Table of Contents
Fetching ...

LMetric: Simple is Better - Multiplication May Be All You Need for LLM Request Scheduling

Dingyan Zhang, Jinbo Han, Kaixi Zhang, Xingda Wei, Sijie Shen, Chenguang Fang, Wenyuan Yu, Jingren Zhou, Rong Chen

Abstract

High-quality LLM request scheduling requires achieving two key objectives: whether the routed instance has KV$ to accelerate the request execution and whether the workload is balanced across instances. Achieving both objectives is challenging because pursuing one objective may compromise the other. Current approaches adopt various combinators (e.g., linear combinations) to compute a scheduling score combining indicators for the two objectives, which are complex in that they either require significant workload-specific hyperparameter tuning or model-hardware-aware simulator development, and could still lead to suboptimal performance. In this paper, we show that using a simple multiplication of two carefully chosen indicators-one for KV$-aware (new prefill tokens if routed to an instance) and one for load balancing-aware (current batch size of the instance)-as the scheduling score can simultaneously achieve both objectives well without any hyperparameter tuning. The key idea is that the multiplied score considers both objectives in a manner similar to a linear combination, with a nice property that the original hyperparameters are canceled out during comparison so we don't need tuning to find the best parameters. The two indicators are chosen based on our analysis of LLM characteristics, and our extensive experiments show that this simple approach can reduce TTFT by 92% and 52%, and TPOT by 21% and 20%, compared to vLLM-v1 and a production scheduler on real-world workloads covering chatbots, API calls, and coding agents. We also mathematically derive the conditions under which multiplication may fail, and find that such conditions are extremely rare in practice and can be detected (and mitigated) beforehand.

LMetric: Simple is Better - Multiplication May Be All You Need for LLM Request Scheduling

Abstract

High-quality LLM request scheduling requires achieving two key objectives: whether the routed instance has KV-aware (new prefill tokens if routed to an instance) and one for load balancing-aware (current batch size of the instance)-as the scheduling score can simultaneously achieve both objectives well without any hyperparameter tuning. The key idea is that the multiplied score considers both objectives in a manner similar to a linear combination, with a nice property that the original hyperparameters are canceled out during comparison so we don't need tuning to find the best parameters. The two indicators are chosen based on our analysis of LLM characteristics, and our extensive experiments show that this simple approach can reduce TTFT by 92% and 52%, and TPOT by 21% and 20%, compared to vLLM-v1 and a production scheduler on real-world workloads covering chatbots, API calls, and coding agents. We also mathematically derive the conditions under which multiplication may fail, and find that such conditions are extremely rare in practice and can be detected (and mitigated) beforehand.
Paper Structure (17 sections, 5 equations, 27 figures)

This paper contains 17 sections, 5 equations, 27 figures.

Figures (27)

  • Figure 1: An illustration of generating output tokens using an LLM and the two performance metrics: time to first token (TTFT) and time per output token (TPOT).
  • Figure 2: The system view of how an LLM serving instance serves requests and some direct system indicators that can be collected by the global scheduler. The detailed meaning of each indicator will be described upon the first usage. BS is the abbreviation for batch size.
  • Figure 3: (a) System view of a cluster LLM serving system, and (b) comparison of per-request serving time and routing cost.
  • Figure 4: The system architecture of the LMetric metric factory and its programming model for scheduling algorithms.
  • Figure 5: Our studied traces that cover major scenarios in powering LLM services.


▶ **WORK ITEM**
Calculate how many lines of the data hold "Congenital". The answer consists of that number only.

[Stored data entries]
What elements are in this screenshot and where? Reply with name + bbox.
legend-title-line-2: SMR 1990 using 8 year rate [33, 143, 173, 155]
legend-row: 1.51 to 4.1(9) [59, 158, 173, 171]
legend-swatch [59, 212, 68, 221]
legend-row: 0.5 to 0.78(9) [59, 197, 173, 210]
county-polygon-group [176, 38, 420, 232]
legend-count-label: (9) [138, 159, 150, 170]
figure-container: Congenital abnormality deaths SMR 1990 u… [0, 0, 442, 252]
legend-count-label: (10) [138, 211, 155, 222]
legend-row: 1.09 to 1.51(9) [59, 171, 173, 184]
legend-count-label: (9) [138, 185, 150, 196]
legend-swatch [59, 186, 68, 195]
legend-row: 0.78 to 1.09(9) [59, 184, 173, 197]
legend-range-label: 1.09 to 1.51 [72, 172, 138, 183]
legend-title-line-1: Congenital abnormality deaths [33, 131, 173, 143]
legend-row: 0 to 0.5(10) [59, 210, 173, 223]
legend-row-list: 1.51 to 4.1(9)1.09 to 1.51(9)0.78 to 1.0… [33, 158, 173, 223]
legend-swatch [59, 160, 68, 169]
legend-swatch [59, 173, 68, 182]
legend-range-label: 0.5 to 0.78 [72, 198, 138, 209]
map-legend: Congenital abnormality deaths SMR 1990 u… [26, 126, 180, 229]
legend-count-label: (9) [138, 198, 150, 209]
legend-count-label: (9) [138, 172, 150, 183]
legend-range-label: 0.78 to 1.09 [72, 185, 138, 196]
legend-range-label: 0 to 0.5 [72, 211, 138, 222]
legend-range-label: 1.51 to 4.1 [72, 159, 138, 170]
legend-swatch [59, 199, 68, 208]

▶ **WRITTEN ANSWER**
3